Nyame* is the Great Goddess in the ancient Akan tradition of Ghana.  She is the Supreme Being, the great mother, the genetrix. She is the creator and ruler of the universe. The one indivisible who can divide herself. She is most often represented by the crux decussata, the X shaped cross. The points on this type of cross indicate the equinoxes and solstices. These days were sacred to Nyame.

Nyame is self-born, eternal and infinite, self-begotten, self-produced. She is the great revolving circle of the starry heavens, the ecliptic. Her fire is the luminous life giving fluid.  She created the sun with fire and the earth with water. The word Nyame derives from Nyam, meaning brightness or splendor.

Doves are the messengers of Nyame. Antelopes are her animals. They appear in 7 forms representing the 7 different aspects of Nyame.

Because Nyame divided the universe into three parts, the sky, the earth and the underworld, her sacred number is 3. She is also represented by the triangle or pyramid.
The three parts of Nyame are:

  • The sky or heaven—her proper sphere
  • The earth aspect: ruled by Asaasa Afua, the Goddess of procreation and all that grows on earth. She is symbolized by Venus and the 8-rayed star. This is Nyame’s child and the Consort of Nyankopen.
  • The third part of Nyame is the underworld Earth Goddess, Asaasa Yaa.
    She is another child of the great mother symbolized on gold ornaments as the 6-rayed star. Her other name is Aberewa the female form of Aberew. In the firmament she is Jupiter whose emblem is a rod of iron. Three pieces of iron or meteorite are placed under her shrine, the Nyame Dua, Nyame’s tree, to represent this underworld aspect of the universal mother.

Nyame was too busy to be concerned with the day-to-day affairs of humans so the moon held part of her kra (enlivening spark) and delivered that to the humans. The moon was seen as the personification of Nyame on in our solar system.

Nyame is who we are born from and who we return to at our death—the vast original fire of creation. When we die, we return to the kra of Nyame. Our kra, returns to the universal kra of Nyame that we never leave but always remain connected to.

~Theresa C. Dintino

*information taken from: The Sacred State of the Akan, by Eva Meyerowitz.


What is needed | Every line from the one with "Describe the element at coordinates (846, 209)" through the final line of the data below goes in the answer, copied exactly. Pictures do not.
——
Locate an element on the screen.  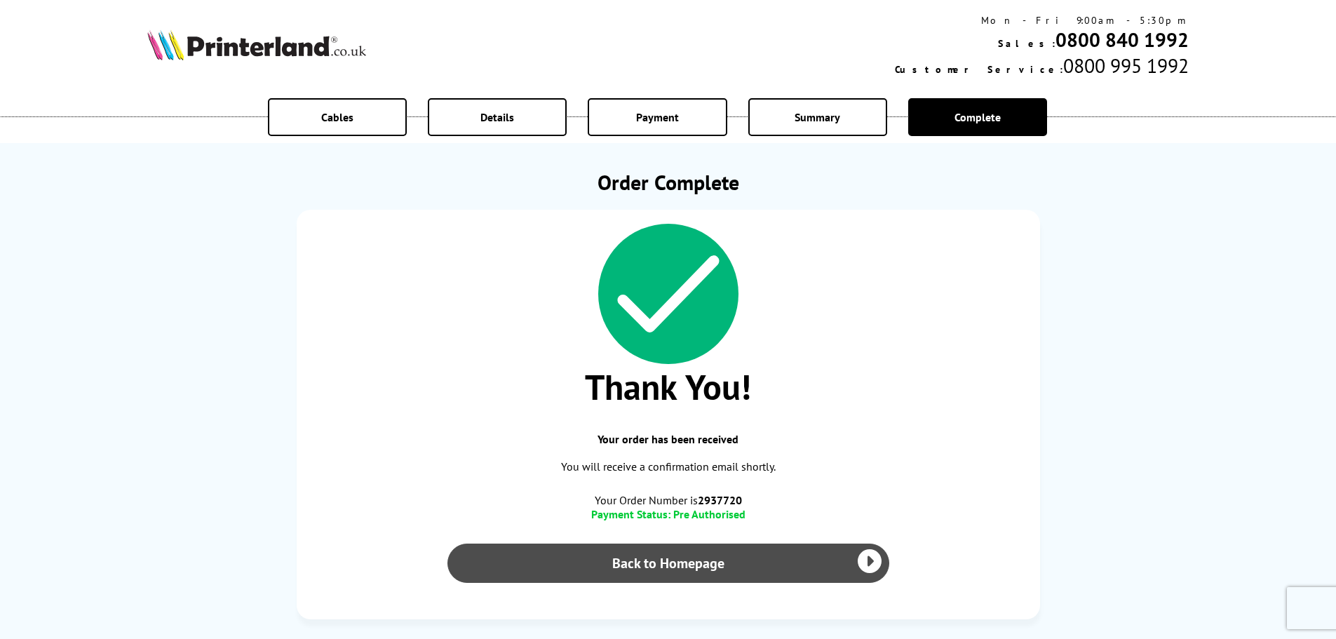
span: Complete is located at coordinates (978, 117).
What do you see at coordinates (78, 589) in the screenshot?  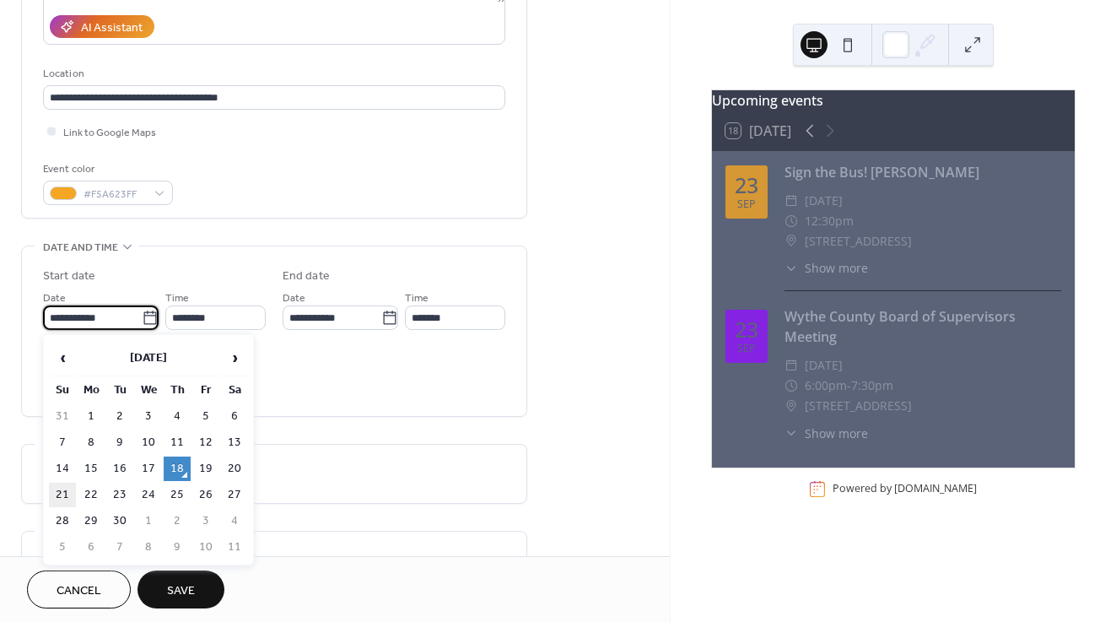 I see `a: Cancel` at bounding box center [78, 589].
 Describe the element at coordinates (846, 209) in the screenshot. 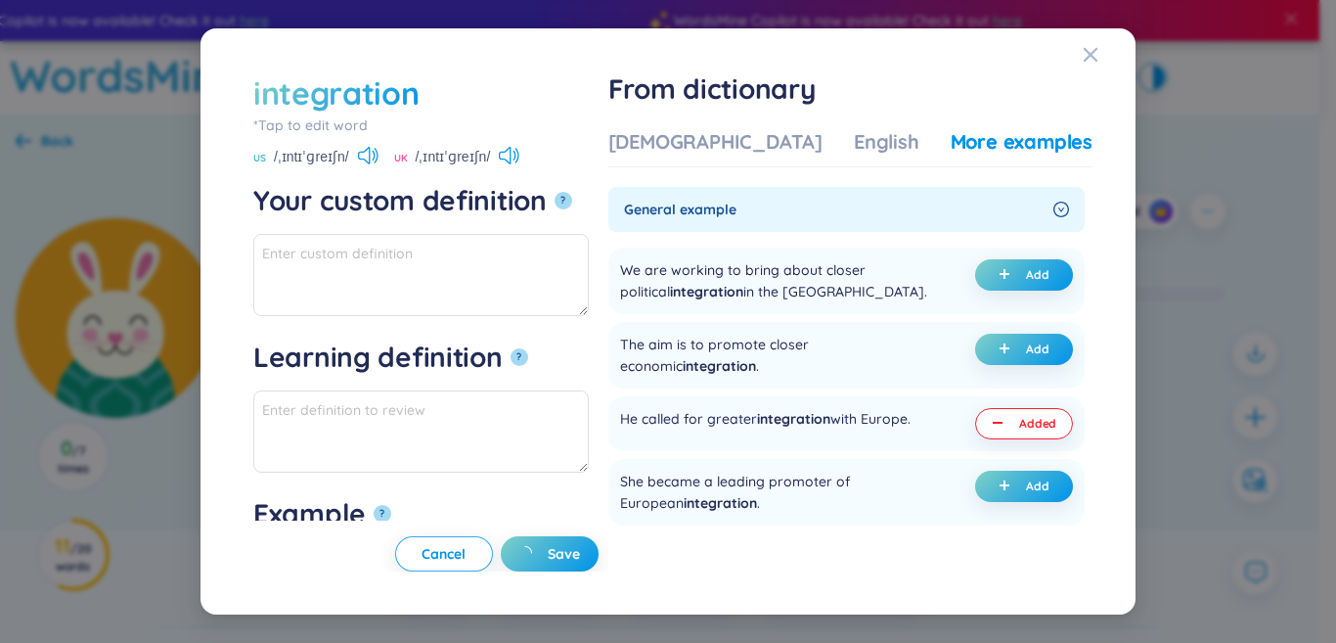

I see `div: General example` at that location.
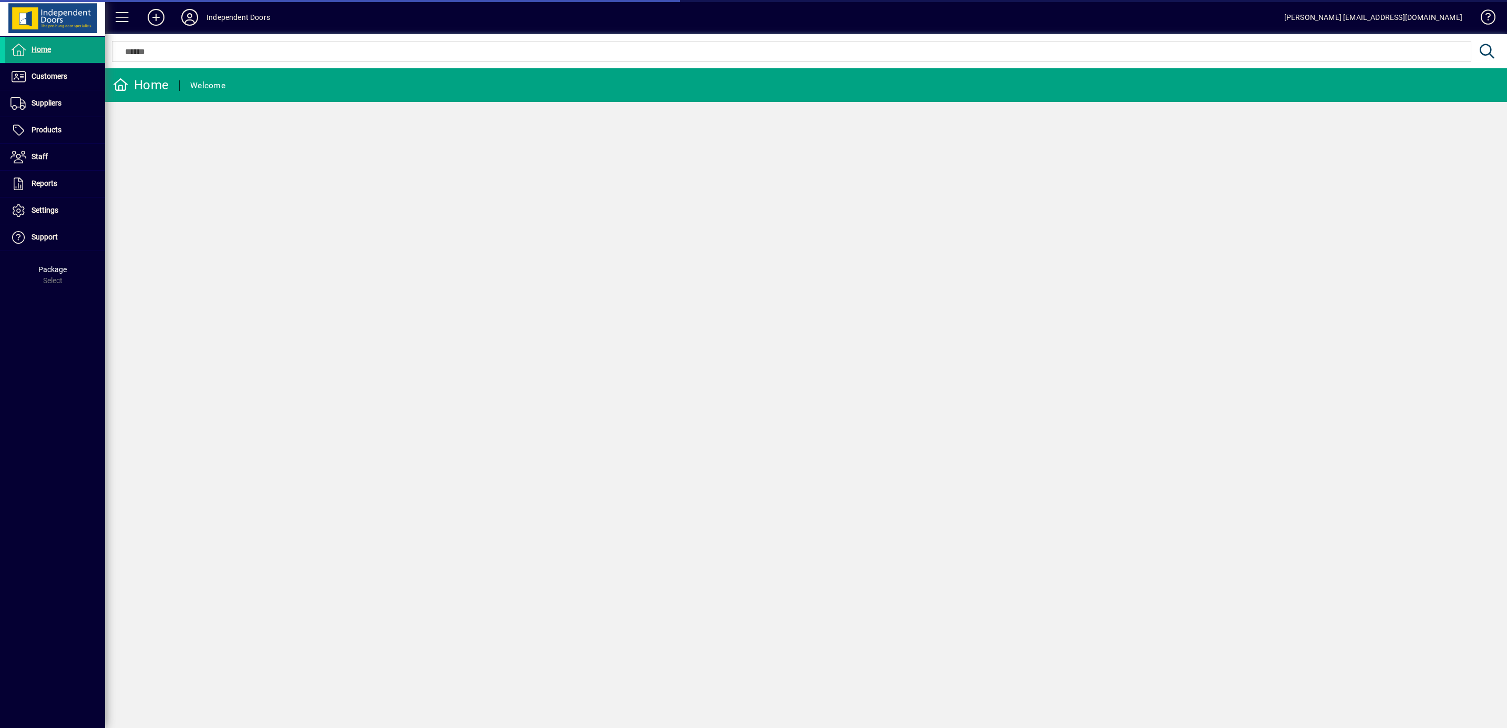 Image resolution: width=1507 pixels, height=728 pixels. Describe the element at coordinates (46, 103) in the screenshot. I see `span: Suppliers` at that location.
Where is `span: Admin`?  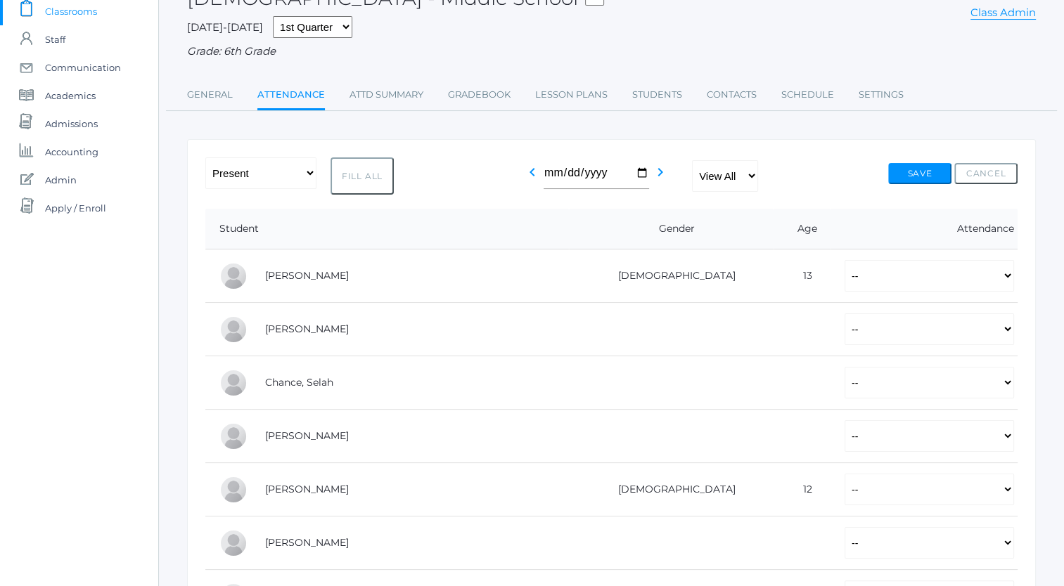
span: Admin is located at coordinates (60, 180).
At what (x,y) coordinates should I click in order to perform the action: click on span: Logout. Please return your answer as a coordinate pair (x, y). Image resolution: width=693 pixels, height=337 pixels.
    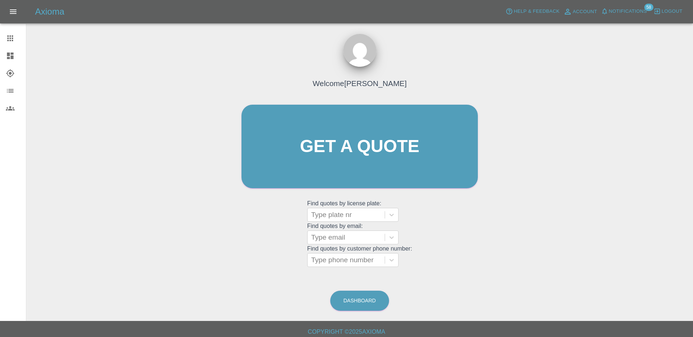
    Looking at the image, I should click on (672, 11).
——
Solution to the problem |
 Describe the element at coordinates (846, 209) in the screenshot. 

I see `div: General example` at that location.
 Image resolution: width=1507 pixels, height=728 pixels. Describe the element at coordinates (46, 103) in the screenshot. I see `span: Suppliers` at that location.
Where is `span: Admin`?  
span: Admin is located at coordinates (60, 180).
At what (x,y) coordinates should I click in order to perform the action: click on span: Logout. Please return your answer as a coordinate pair (x, y). Image resolution: width=693 pixels, height=337 pixels.
    Looking at the image, I should click on (672, 11).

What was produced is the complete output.